Test your map on a local Rust server
The fastest way to test a custom Rust map is to run a local Rust dedicated server, load your map, and walk it in-game to see exactly how the terrain, monuments and gameplay feel. This lets you catch problems early: terrain that does not play well, monuments in bad spots, cliffs that block movement, or layout issues that are obvious in first-person view but missed in top-down RustEdit.
My video on setting up a local Rust server is a good starting point:
Load your custom map on your Rust server
Section titled “Load your custom map on your Rust server”Configure your dedicated server to load your custom map by pointing to the .map file in your startup script. Save your exported RustEdit .map file somewhere (a maps folder in your server root works well), then set server.levelurl to the full file path in your startup .bat:
@echo off:loopcd /d "C:\Path\To\Your\Server\Folder"echo Starting server...RustDedicated.exe -batchmode ^+server.port 28015 ^+server.levelurl "file:///C:\Path\To\Your\Maps\yourmap_v1.map" ^+server.maxplayers 1 ^+server.hostname "Your Server Name" ^+server.identity "yourserver" ^+rcon.port 28016 ^+rcon.password YOUR_RCON_PASSWORD ^+rcon.web 1echo Server stopped. Restarting in 10 seconds...timeout /t 10goto loopWhat to change:
- cd /d path: the folder your
RustDedicated.exelives in. - server.levelurl: the full path to your
.mapfile (keep thefile:///prefix). - server.hostname and server.identity: your server name, and a save-folder name for this server.
- rcon.password: set your own and never share it.
Connect
Section titled “Connect”Start the server, launch Rust, press F1, and type client.connect localhost:28015 (or client.connect 127.0.0.1:28015) to join and walk your map.
To let friends test the map with you, port forward your router’s port 28015 (TCP/UDP) to your PC’s internal IP and port 28015. Your external IP address is the public address your internet provider assigns to your home network (find it by searching “what is my IP” in a browser). Give friends your external IP and have them connect with client.connect YOUR_EXTERNAL_IP:28015. Check your router settings or search “port forward [your router model]” for detailed steps.
What a finished map looks like
Section titled “What a finished map looks like”A custom map built on Crucible terrain, in game and as a full map overview. Screenshots by SyFex:
In-game and overview shots by SyFex, who has been instrumental in keeping the Hapis map alive after Facepunch retired it. See SyFex’s Rust map portfolio here.
Updating a map
Section titled “Updating a map”Either save each new version under a new name (for example yourmap_v2.map) and point server.levelurl at it, or delete the old .map from both your server identity folder and your Rust client’s map cache at C:\Program Files (x86)\Steam\steamapps\common\Rust\maps.
Hosting it for others
Section titled “Hosting it for others”When you are ready to put a map on a live server, Drizzza is partnered with Pine Hosting to offer you a simple hosting solution: pine.host/drizzza, code DRIZZZA for 30% off.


## THE PROBLEM
Include in the output exactly the lines from the opening of the data through the line containing "The height and", and nothing more.

★ ★ ★ ★

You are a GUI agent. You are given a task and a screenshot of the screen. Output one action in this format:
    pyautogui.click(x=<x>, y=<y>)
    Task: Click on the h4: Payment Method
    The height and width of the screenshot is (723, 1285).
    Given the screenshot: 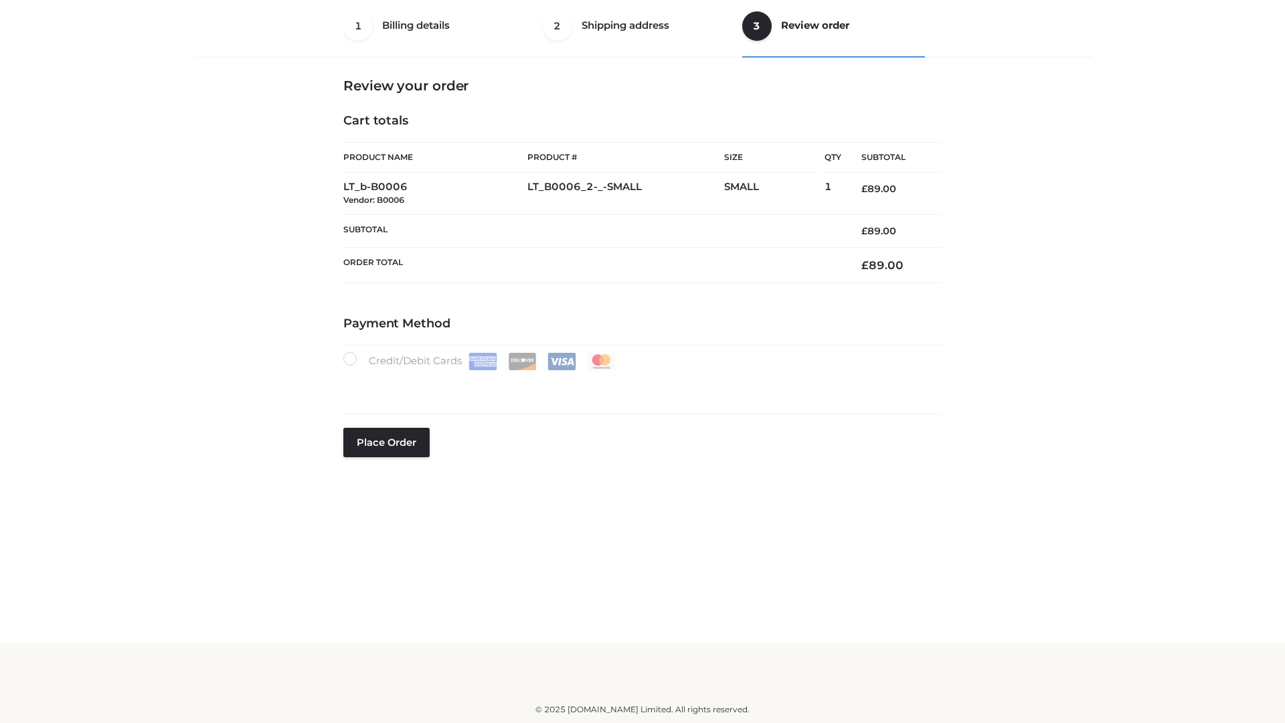 What is the action you would take?
    pyautogui.click(x=642, y=324)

★ ★ ★ ★

## EXERCISE OUTPUT
You are a GUI agent. You are given a task and a screenshot of the screen. Output one action in this format:
    pyautogui.click(x=<x>, y=<y>)
    Task: Click on the h4: Payment Method
    The height and width of the screenshot is (723, 1285).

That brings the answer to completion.